Nowadays, fiber-optic distributed sensing interrogators have become commercially available, based on either Rayleigh backscattering from standard single-mode optical fibers, or higher reflections from draw-tower ‘continuous’ FBGs. In some implementations, the faster the scan, the smaller the span. Thus, users quite often work with distortion-prone, very high filling factors,
.
Section 5 has examined a commercial interrogator of ‘continuous’ FBGs, exhibiting harmonic distortion that grows with
and
. In principle, the analysis of this paper also applies to Rayleigh-based, frequency-scanning interrogators [
21]. Practically, however, the magnitude of errors critically depends on the values of
and
in the relevant application.
Another worthy contribution of this work is a recommendation to the manufacturers of frequency-scanning interrogators to report the sampled values,
, together with their sampling instants,
.
Section 4 demonstrated that obtaining that type of data from the Brillouin setup allows the use of interpolation methods to obtain a much more accurate estimation of the signal values on a uniform temporal grid. Indeed, the right panes in
Figure 10 and
Figure 11 exhibit a substantially lower level of harmonics in comparison with their left counterparts.

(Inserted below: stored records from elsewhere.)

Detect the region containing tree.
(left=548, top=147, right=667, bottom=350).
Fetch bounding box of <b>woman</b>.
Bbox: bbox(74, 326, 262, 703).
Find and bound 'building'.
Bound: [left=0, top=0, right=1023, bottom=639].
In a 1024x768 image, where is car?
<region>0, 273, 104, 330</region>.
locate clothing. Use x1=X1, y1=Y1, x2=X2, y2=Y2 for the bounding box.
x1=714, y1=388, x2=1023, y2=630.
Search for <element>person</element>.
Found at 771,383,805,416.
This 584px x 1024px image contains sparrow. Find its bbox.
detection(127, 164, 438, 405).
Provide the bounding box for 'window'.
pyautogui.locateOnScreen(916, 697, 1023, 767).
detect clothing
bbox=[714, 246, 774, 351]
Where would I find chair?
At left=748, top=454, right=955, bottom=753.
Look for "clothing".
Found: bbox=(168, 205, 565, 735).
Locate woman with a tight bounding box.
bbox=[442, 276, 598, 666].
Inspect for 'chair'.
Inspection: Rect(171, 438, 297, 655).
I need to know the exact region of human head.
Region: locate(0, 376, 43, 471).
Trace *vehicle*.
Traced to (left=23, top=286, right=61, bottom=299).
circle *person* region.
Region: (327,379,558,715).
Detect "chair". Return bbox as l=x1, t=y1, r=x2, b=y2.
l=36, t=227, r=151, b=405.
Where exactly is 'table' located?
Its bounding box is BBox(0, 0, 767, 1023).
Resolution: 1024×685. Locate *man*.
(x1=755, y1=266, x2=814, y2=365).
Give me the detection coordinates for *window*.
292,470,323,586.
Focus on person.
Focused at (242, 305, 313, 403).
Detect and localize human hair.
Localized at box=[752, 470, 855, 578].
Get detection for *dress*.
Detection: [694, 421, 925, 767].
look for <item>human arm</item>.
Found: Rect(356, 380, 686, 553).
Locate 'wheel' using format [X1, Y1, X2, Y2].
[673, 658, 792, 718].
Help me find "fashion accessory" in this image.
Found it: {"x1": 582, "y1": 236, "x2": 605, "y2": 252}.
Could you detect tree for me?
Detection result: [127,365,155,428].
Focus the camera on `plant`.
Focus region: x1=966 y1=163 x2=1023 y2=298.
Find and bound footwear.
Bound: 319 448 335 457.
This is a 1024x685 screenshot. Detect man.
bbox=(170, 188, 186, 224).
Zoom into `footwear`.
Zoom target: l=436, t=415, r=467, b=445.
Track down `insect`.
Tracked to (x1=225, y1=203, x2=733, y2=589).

In conclusion, the reporting of non-uniformly obtained measured sampled values on a uniform temporal grid results in erroneous harmonics in the frequency domain, and in distortion in the time domain. A proposed and demonstrated mitigation approach, based on the availability of the sampling instants in conjunction with post-processing algorithms, provides a sharp increase in the fidelity of the reconstructed signal.